Growing Self-Similar Markov Trees
Nicolas Curien, William Fleurat, Adrianus Twigt
TL;DR
The paper develops a general theory of growing self-similar Markov trees (ssMt), showing that when a growth condition on the splitting mechanism is satisfied, one can construct continuous, increasing couplings of trees across starting masses. It reduces the problem to a flow of decoration-reproduction processes driven by SDEs with jumps and exploits a generator framework to verify growth via a divergence-PDE, enabling canonical couplings for Brownian CRTs and β-stable trees, among others. Key contributions include the growing theorem, explicit constructions for Brownian CRTs with locally largest and size-biased bifurcators, and a unified generator-based approach that applies to a wide class of fragmentation trees, tying together mass and height decorations and linking to leaf-growth scaling limits. The results provide new, intrinsic dynamics for scaling limits of random trees and offer pathways to analyze monotonicity, continuity, and Markov properties in a broad continuum of self-similar random geometries.
Abstract
Can we obtain a Brownian CRT of mass $1/2$ from a CRT of mass $1$ by cutting certain branches? In this paper, we will answer that question in the much more general setting of self-similar Markov trees. Self-similar Markov trees (ssMt) are random decorated trees that encode the genealogy of a system of particles carrying positive labels, and where particles undergo splitting and growth depending on their labels in a self-similar fashion.
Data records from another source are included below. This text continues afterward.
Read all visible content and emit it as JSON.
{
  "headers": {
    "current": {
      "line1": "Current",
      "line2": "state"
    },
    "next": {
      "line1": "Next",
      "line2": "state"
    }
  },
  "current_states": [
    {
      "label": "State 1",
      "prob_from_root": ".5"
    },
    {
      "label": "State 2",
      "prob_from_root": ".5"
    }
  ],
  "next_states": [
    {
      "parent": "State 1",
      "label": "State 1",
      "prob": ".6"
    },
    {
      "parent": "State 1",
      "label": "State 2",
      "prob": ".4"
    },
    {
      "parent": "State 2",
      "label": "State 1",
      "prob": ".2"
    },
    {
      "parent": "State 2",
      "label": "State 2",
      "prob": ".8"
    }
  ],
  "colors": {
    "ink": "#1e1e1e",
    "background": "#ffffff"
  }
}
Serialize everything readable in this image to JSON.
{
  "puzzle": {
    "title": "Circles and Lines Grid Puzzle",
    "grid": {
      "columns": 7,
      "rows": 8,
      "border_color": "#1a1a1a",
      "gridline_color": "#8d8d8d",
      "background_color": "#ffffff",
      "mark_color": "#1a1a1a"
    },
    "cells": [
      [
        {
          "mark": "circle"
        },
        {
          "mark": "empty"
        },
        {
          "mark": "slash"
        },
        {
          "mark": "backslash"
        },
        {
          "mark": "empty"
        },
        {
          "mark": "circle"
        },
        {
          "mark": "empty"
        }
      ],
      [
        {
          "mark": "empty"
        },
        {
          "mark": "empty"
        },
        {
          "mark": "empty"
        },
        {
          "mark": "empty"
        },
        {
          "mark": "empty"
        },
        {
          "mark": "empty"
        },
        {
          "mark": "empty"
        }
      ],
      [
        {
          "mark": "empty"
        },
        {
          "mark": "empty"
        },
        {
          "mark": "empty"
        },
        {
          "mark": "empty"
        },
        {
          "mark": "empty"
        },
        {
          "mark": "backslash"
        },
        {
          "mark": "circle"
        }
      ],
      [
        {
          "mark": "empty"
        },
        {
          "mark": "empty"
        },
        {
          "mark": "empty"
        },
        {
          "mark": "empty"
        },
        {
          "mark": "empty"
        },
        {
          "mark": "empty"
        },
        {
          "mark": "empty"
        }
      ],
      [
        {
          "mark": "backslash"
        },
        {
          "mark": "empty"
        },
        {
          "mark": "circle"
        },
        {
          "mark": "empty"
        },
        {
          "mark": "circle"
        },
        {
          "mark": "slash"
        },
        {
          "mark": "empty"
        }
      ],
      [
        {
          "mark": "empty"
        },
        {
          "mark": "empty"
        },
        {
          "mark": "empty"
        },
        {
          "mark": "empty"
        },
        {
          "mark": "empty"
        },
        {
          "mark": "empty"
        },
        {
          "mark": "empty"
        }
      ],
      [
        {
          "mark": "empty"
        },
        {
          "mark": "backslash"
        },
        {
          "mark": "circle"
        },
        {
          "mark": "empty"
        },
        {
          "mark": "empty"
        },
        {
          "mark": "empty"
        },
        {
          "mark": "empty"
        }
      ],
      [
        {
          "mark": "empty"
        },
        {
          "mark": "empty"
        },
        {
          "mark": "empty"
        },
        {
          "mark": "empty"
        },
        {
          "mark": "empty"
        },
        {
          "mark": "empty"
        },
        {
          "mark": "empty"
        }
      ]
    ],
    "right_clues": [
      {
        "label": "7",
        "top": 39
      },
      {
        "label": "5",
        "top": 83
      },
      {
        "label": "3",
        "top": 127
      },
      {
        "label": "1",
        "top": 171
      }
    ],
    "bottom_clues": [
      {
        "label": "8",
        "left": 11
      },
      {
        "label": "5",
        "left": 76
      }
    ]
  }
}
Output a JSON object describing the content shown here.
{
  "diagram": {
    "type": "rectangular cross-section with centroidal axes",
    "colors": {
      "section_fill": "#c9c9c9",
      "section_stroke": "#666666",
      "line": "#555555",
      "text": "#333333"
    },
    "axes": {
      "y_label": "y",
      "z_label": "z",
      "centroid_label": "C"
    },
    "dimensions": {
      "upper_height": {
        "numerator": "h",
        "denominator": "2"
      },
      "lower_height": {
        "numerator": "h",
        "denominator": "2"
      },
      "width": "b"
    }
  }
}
Introduced and developed in the recent monograph (Bertoin-Curien-Riera, 2024), they provide a broad generalization of Brownian and stable continuum random trees and arise naturally in various models of random geometry such as the Brownian sphere/disk. The law of a ssMt is characterized by its quadruplet $(\mathrm{a}, σ^2, \boldsymbolΛ; α)$, which specifies the features of the underlying growth-fragmentation mechanism, together with the initial decoration $x>0$. In this work, we focus on special cases of ssMt in which the trees started from different initial values $x>0$ can be coupled into a continuous, increasing family of nested subtrees. In the case of the Brownian and stable continuum random trees, this yields surprisingly simple novel dynamics corresponding to the scaling limit of the leaf-growth algorithms of Luczak-Winkler and Caraceni-Stauffer.